Is the Swiss Farmers' Union not taking the pandemic seriously?

PETA calls on those responsible to make the «Buurezmorge» vegan.

Editorial team Wild beim Wild — 28 July 2021

Despite the coronavirus pandemic, around 200 farms will be offering a «Buurezmorge» (farmers’ breakfast) this year for Switzerland’s National Day on 1 August.

Products of animal origin, however, increase the risk of zoonoses such as COVID-19 emerging and spreading. For this reason, PETA wrote to the Swiss Farmers’ Union in mid-July urging them to make the breakfast buffets vegan. As no response has been received so far, the animal rights organisation assumes that the buffets will go ahead as planned and that the Union is not taking the risks seriously.

When meat, milk, and eggs end up on the plates at the «Buurezmorge», one has to fear that the Swiss Farmers’ Union is unaware of the gravity of the situation – it is as if those responsible are pouring oil onto a fire. Because for products of animal origin, vast numbers of animals are locked in stalls and are often forced to endure conditions surrounded by their own excrement.They are then slaughtered under conditions that are at times unhygienic. It comes as no surprise that these products are associated with an increased risk of infectious diseases.


Ilana Bollag on behalf of PETA Switzerland

Health risks associated with products of animal origin – background information  

75 percent of all newly emerging infectious diseases are zoonoses transmitted from animals to humans. As far back as 2004, the World Health Organization (WHO) identified the growing demand for animal products as one of the main causes of their emergence. Inger Andersen, head of the UN Environment Programme (UNEP), also warned in 2020: “If we continue to exploit wildlife and destroy our ecosystems, we can expect a steady stream of these diseases passing from animals to humans in the years to come.» COVID-19, avian influenza H5N1, the SARS pandemic, MERS-CoV, the dangerous Ebola fever, and even AIDS – they all share one common denominator: the human appetite for meat, milk, and eggs.

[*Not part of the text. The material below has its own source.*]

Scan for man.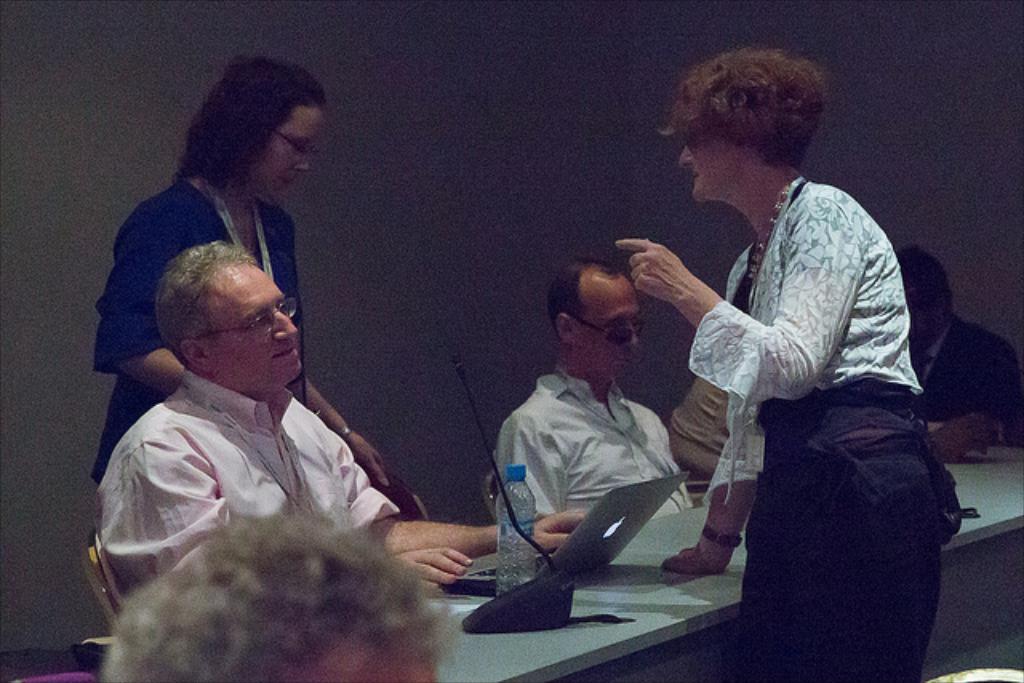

Furthermore, the massive use of antibiotic drugs in animal agriculture is causing more and more pathogens to develop resistance, rendering antibiotics ineffective. Even reserve antibiotics – used in hospitals as last-resort emergency medications when common antibiotics are no longer effective due to resistance – are being increasingly administered to animals. A large proportion of these are excreted unchanged by the treated animals, and the excretions are spread onto agricultural land in the form of liquid manure. From there, they can leach into groundwater through seepage and ultimately end up in our drinking water. Antibiotic resistance leads to thousands of people dying from bacterial infections that would normally be straightforward to treat – in Europe alone, this has already resulted in over 30,000 deaths. In 2019, the WHO even listed antibiotic-resistant pathogens as one of the ten threats to global health.PETA warns that these pathogens could trigger the next pandemic.